Monday’s Link Roundup.

In this week’s Monday’s Link Roundup, don’t miss I Will always be there with you. If you teach Ethical Will writing or are thinking of composing your own, this letter from an American soldier is a must read.  Given the recent destruction brought on by Hurricane Sandy, you’ll find some timely advice in Emergency Salvage of Flood Damaged Family Papers. Finally, someone has touched on what is missing for me with an e-reader. If you feel the same, take a moment to read Out of Touch: E-reading isn’t reading.
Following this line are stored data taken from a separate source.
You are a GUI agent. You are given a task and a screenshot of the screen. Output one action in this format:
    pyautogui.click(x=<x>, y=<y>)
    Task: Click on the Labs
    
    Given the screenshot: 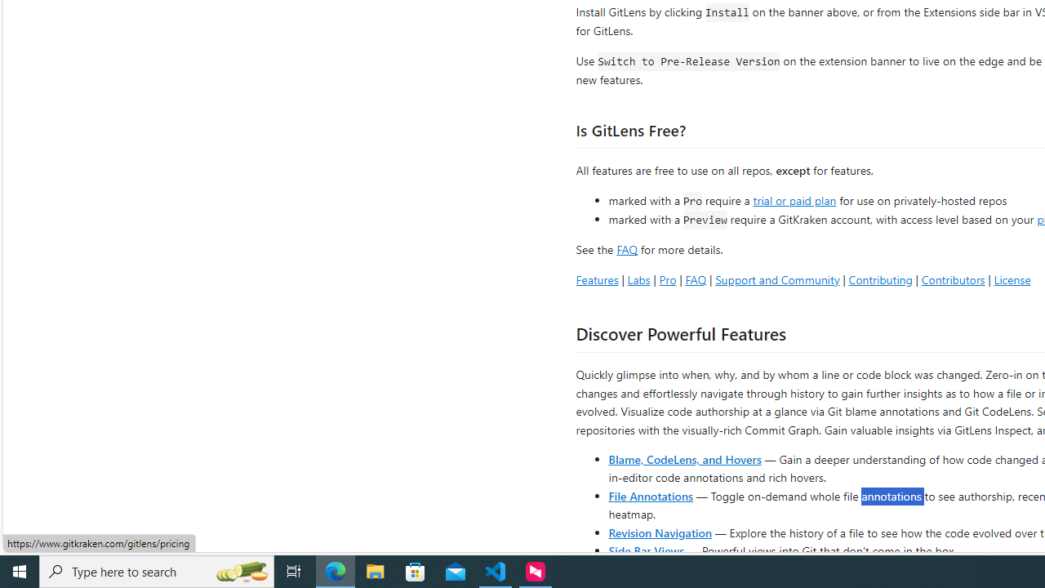 What is the action you would take?
    pyautogui.click(x=639, y=279)
    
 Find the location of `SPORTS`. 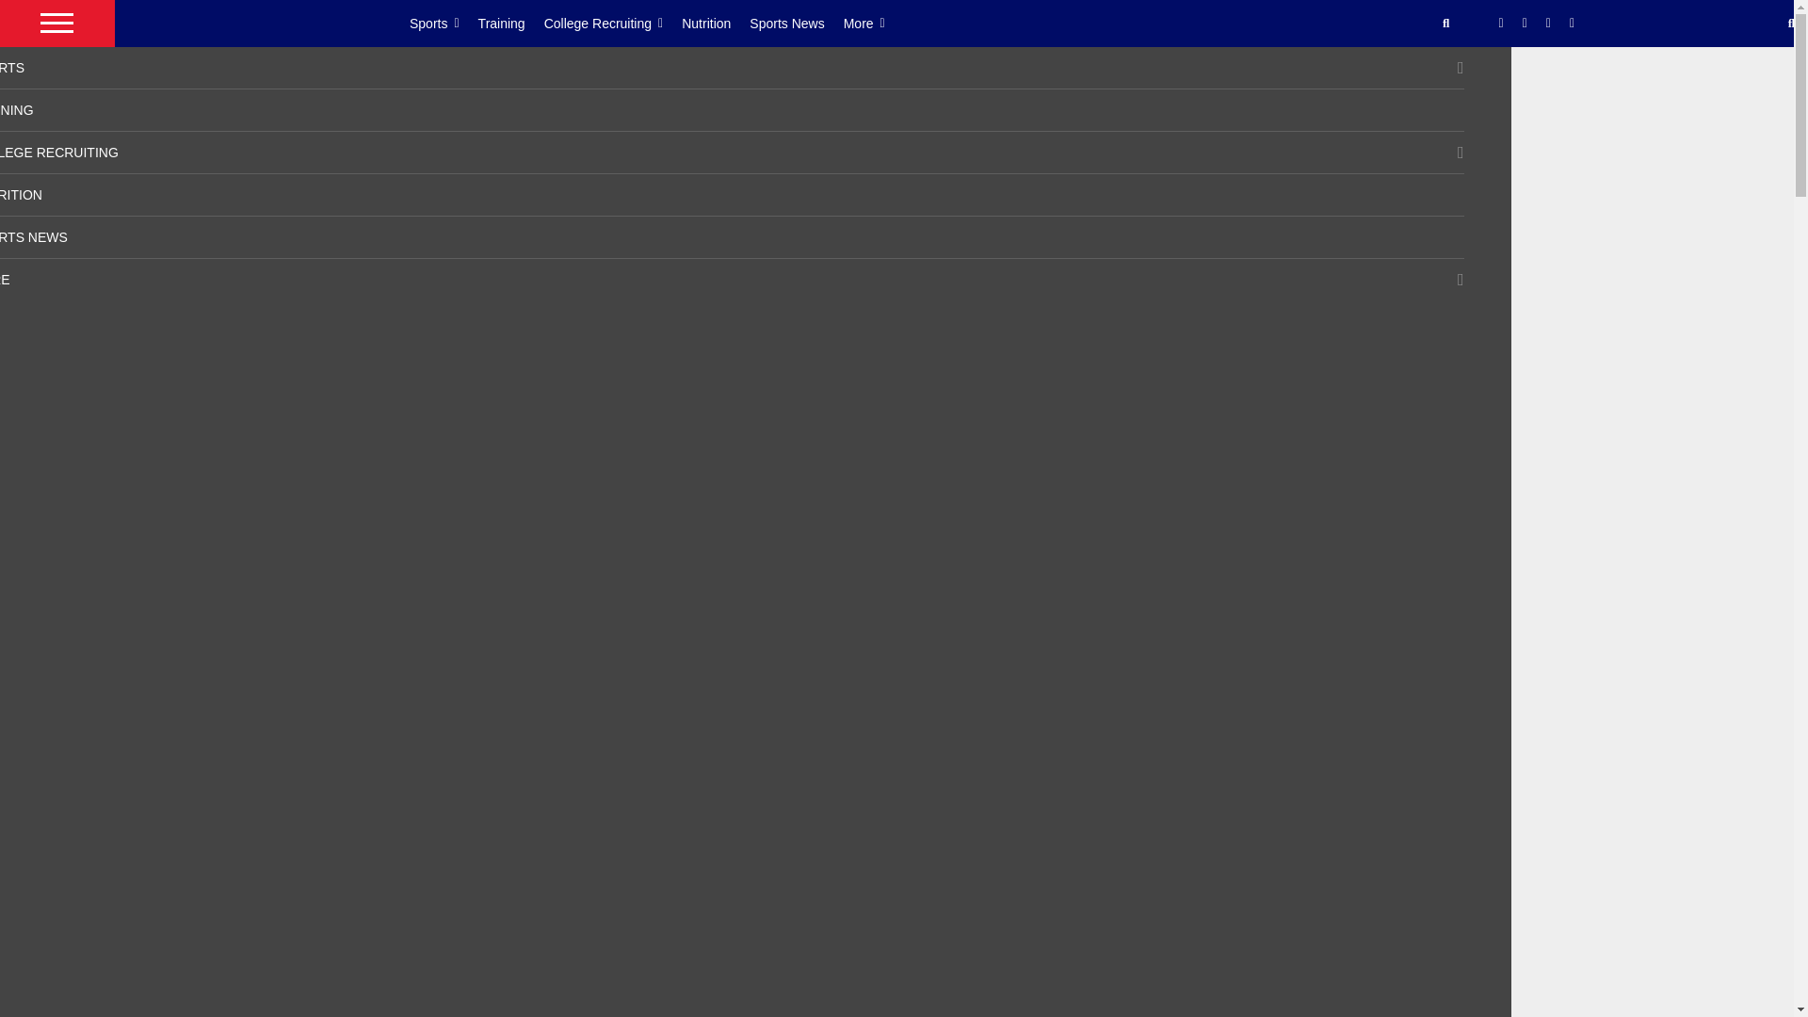

SPORTS is located at coordinates (12, 67).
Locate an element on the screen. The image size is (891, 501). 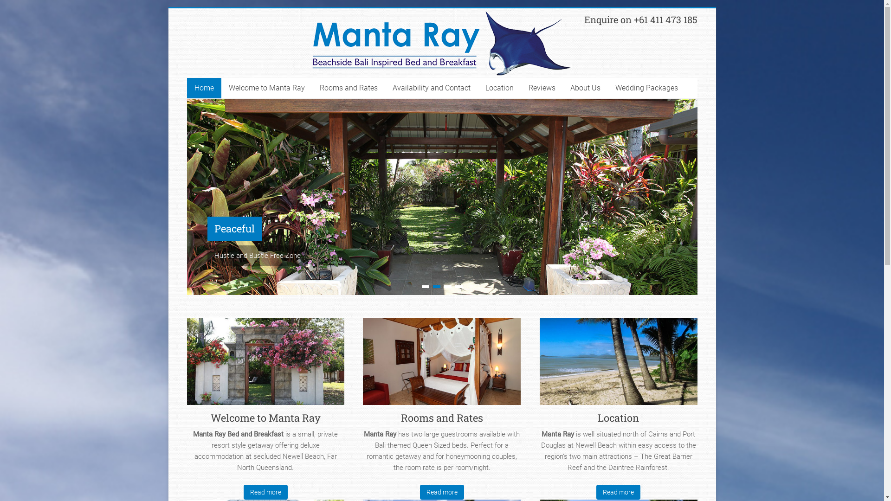
Read more is located at coordinates (442, 492).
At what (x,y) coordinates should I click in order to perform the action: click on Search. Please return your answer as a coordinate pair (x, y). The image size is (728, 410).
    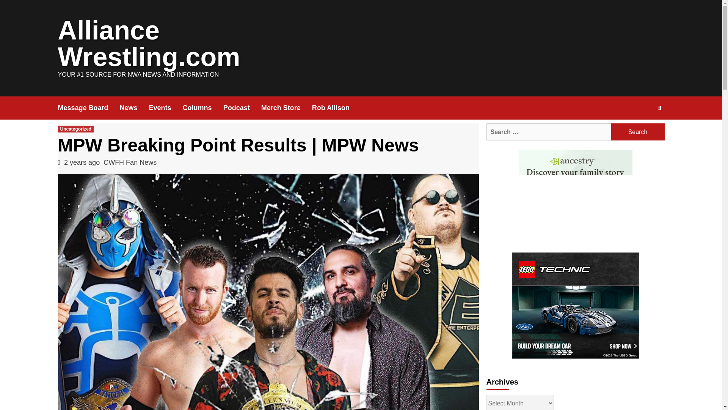
    Looking at the image, I should click on (638, 132).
  • Joan Didion on Keeping a Notebook. “As a lover — and keeper — of diaries and notebooks, I find myself returning again and again to the question of what compels us — what propels us — to record our impressions of the present moment in all their fragile subjectivity. From Joan Didion’s 1968 anthology Slouching Towards Bethlehem (public library — the same volume that gave us her timeless meditation on self-respect — comes a wonderful essay titled “On Keeping a Notebook,” in which Didion considers precisely that.”
  • Social Media Isn’t Dead: It’s Boring. “Social media are a set of tools. They’re not all that interesting to talk about in and of themselves. The “gee whiz” has left the station. We want to talk about action– or if you’ll pardon the self-reference, impact. There are details and technologies you must master if you want to succeed. But that’s the keyboard-level and tactical part of what you’ll do. We wanted to give you something more encompassing.The strategies around and behind The Impact Equation boil down to 5 Cs.”
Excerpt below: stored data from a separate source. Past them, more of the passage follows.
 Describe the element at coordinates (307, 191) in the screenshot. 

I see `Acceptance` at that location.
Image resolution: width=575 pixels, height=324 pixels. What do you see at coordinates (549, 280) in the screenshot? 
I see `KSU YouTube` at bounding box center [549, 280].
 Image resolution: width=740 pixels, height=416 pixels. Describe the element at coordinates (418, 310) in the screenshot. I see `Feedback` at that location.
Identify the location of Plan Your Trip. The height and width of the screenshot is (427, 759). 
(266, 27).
  • Emergency Salvage of Flood Damaged Family Papers. [National Archives] “During the mid-west floods of 1993, the staff of the National Archives developed some technical tips to guide individuals in emergency stabilization and salvage of damaged documents, photographs, books, and other personal papers. It is important to note that flood damage to some items may be irreversible. The treatment of objects of high monetary, historic, or sentimental value should only be performed in consultation with a conservator.”
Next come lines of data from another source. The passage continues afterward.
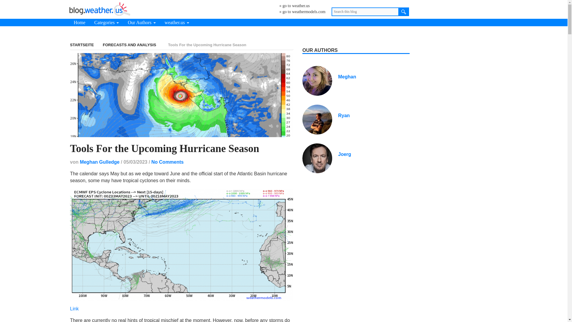 The width and height of the screenshot is (572, 322). What do you see at coordinates (99, 161) in the screenshot?
I see `Meghan Gulledge` at bounding box center [99, 161].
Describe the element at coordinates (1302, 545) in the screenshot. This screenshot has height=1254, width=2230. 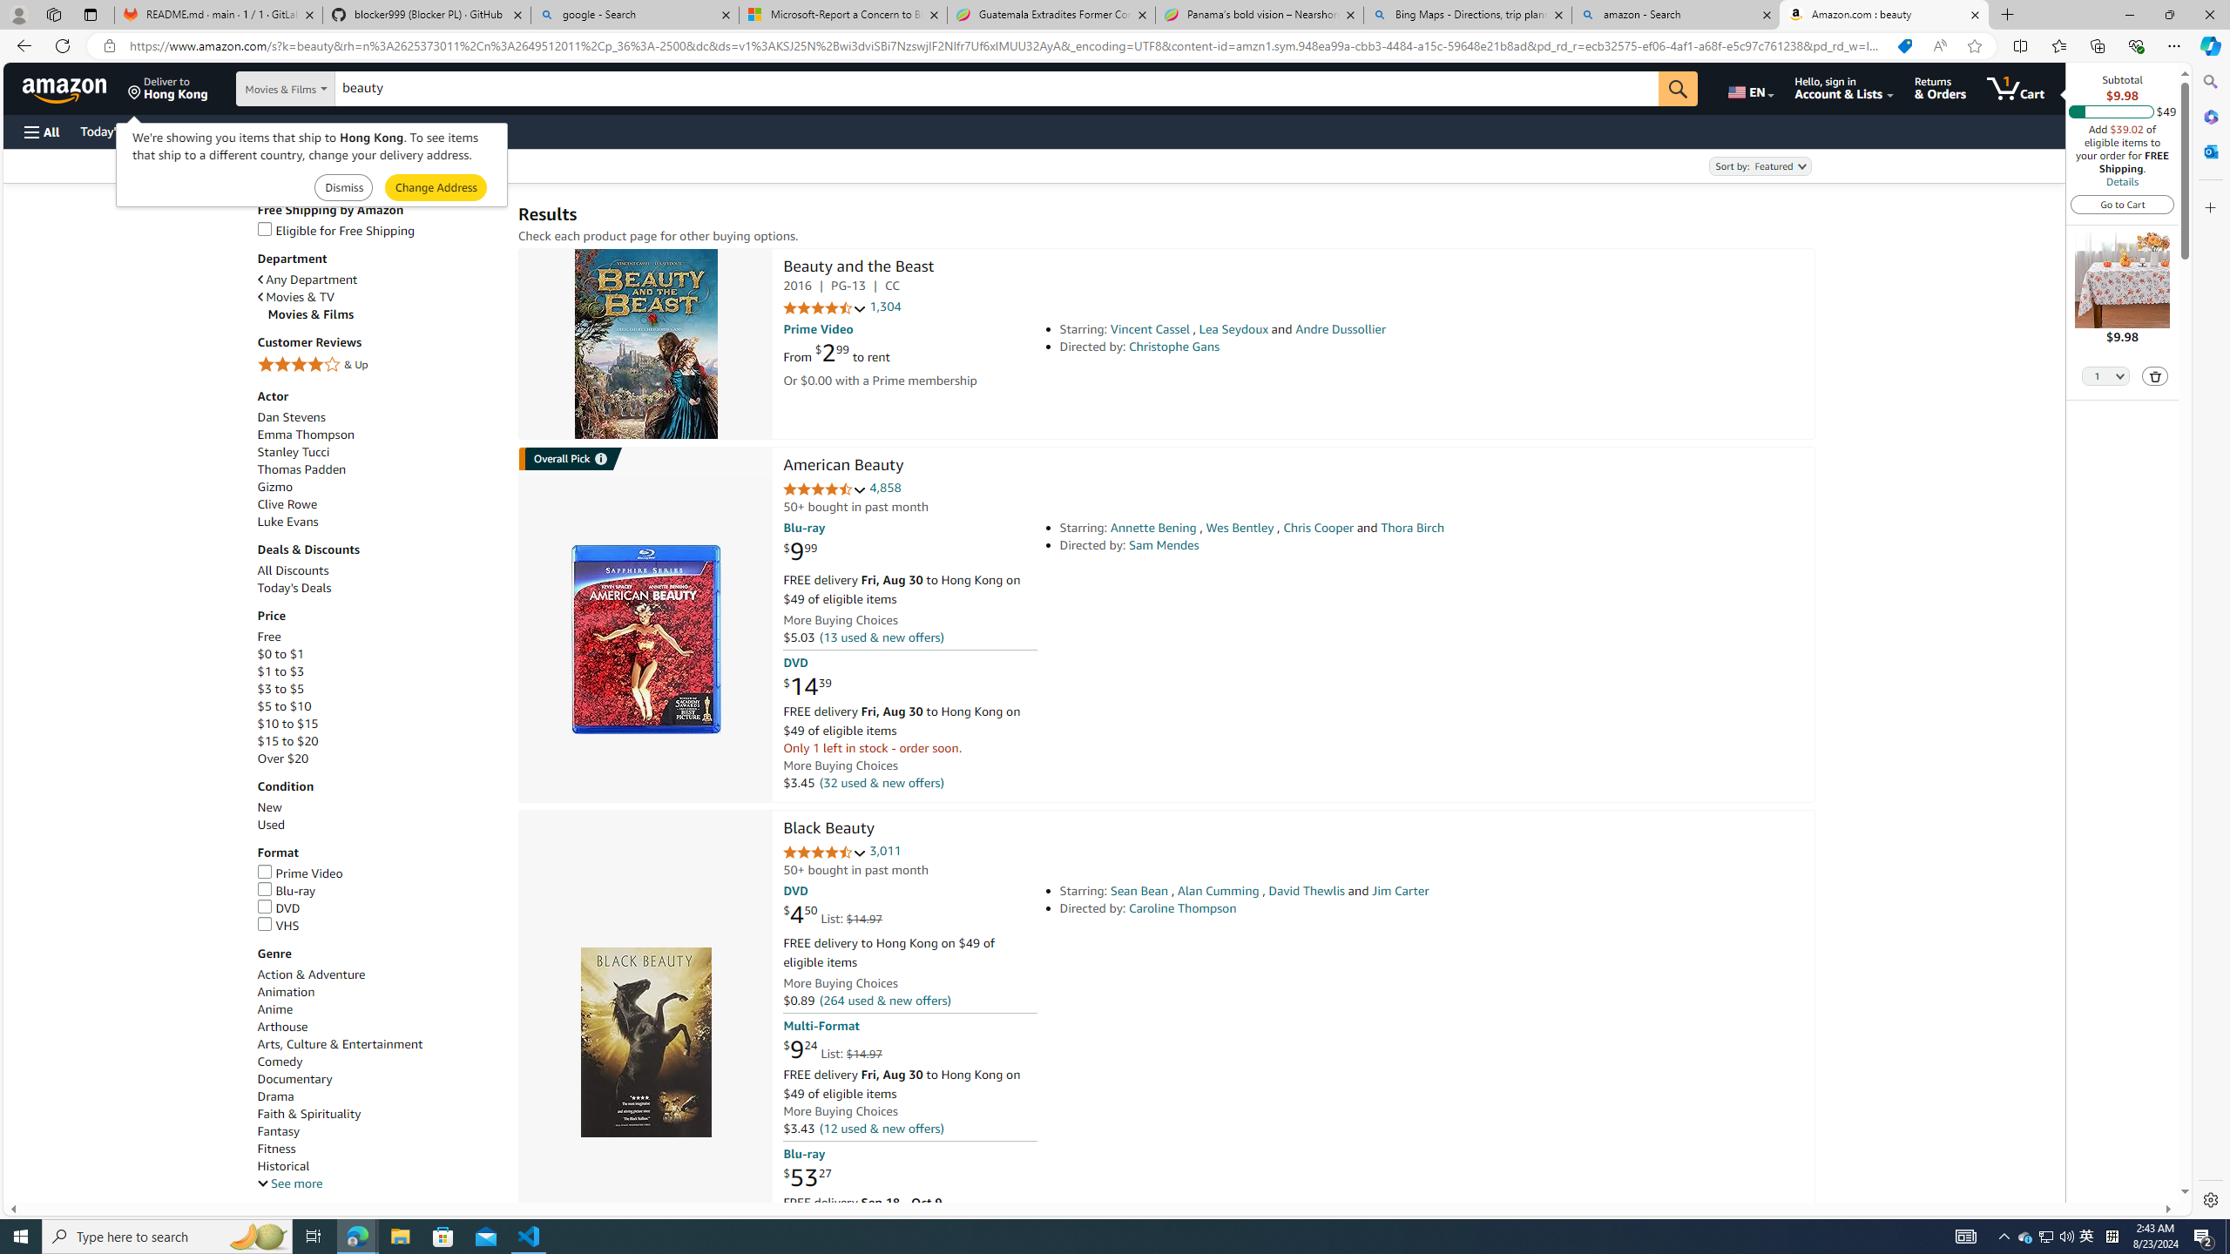
I see `Directed by: Sam Mendes` at that location.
  • New eBook: Bring Your Ancestors to Life Using Newspapers. “EasyFamilyHistory.com has announced a new e-book by Paul Larsen called Bring Your Ancestors to Life Using Newspapers. The announcement for the new book states, “Archived newspapers allow you to tap into a reliable source of hundreds of years of history, and give you the remarkable ability to see it through eyewitness accounts. You can easily explore your family tree and bring your family history to life for free using historical newspapers… if you know where to look.”
  • Out of Touch: E-reading isn’t reading. “Amid the seemingly endless debates today about the future of reading, there remains one salient, yet often overlooked fact: Reading isn’t only a matter of our brains; it’s something that we do with our bodies.”
  • Google engineer builds $1,500 page-turning scanner out of sheet metal and a vacuum. “For the past eight years, Google has been working on digitizing the world’s 130 million or so unique books. While the pace of new additions to the Google Books initiative has been slowing down, members of the team have come up with a new automated scanner design that could both make the project much more cost efficient and give everyone with $1,500 and a little know-how access to a page-turning scanner of their very own. In the video below, Google Books engineer Dany Qumsiyeh presents the prototype design that he and other teammates created during the “20 percent time” that Google (and now Apple, among others) allocates for personal projects, showing the design challenges he overcame along the way.”
  • I Will always be there with you. On May 1st of 2003, just weeks after being deployed to Iraq, Army Pfc. Jesse A. Givens, of Springfield, Missouri was killed when his tank fell into the Euphrates river. He was 34-years-old. Shortly after his death, the following farewell letter was delivered to his bereaved wife, Melissa, and his 6-year-old stepson, Dakota (“Toad”).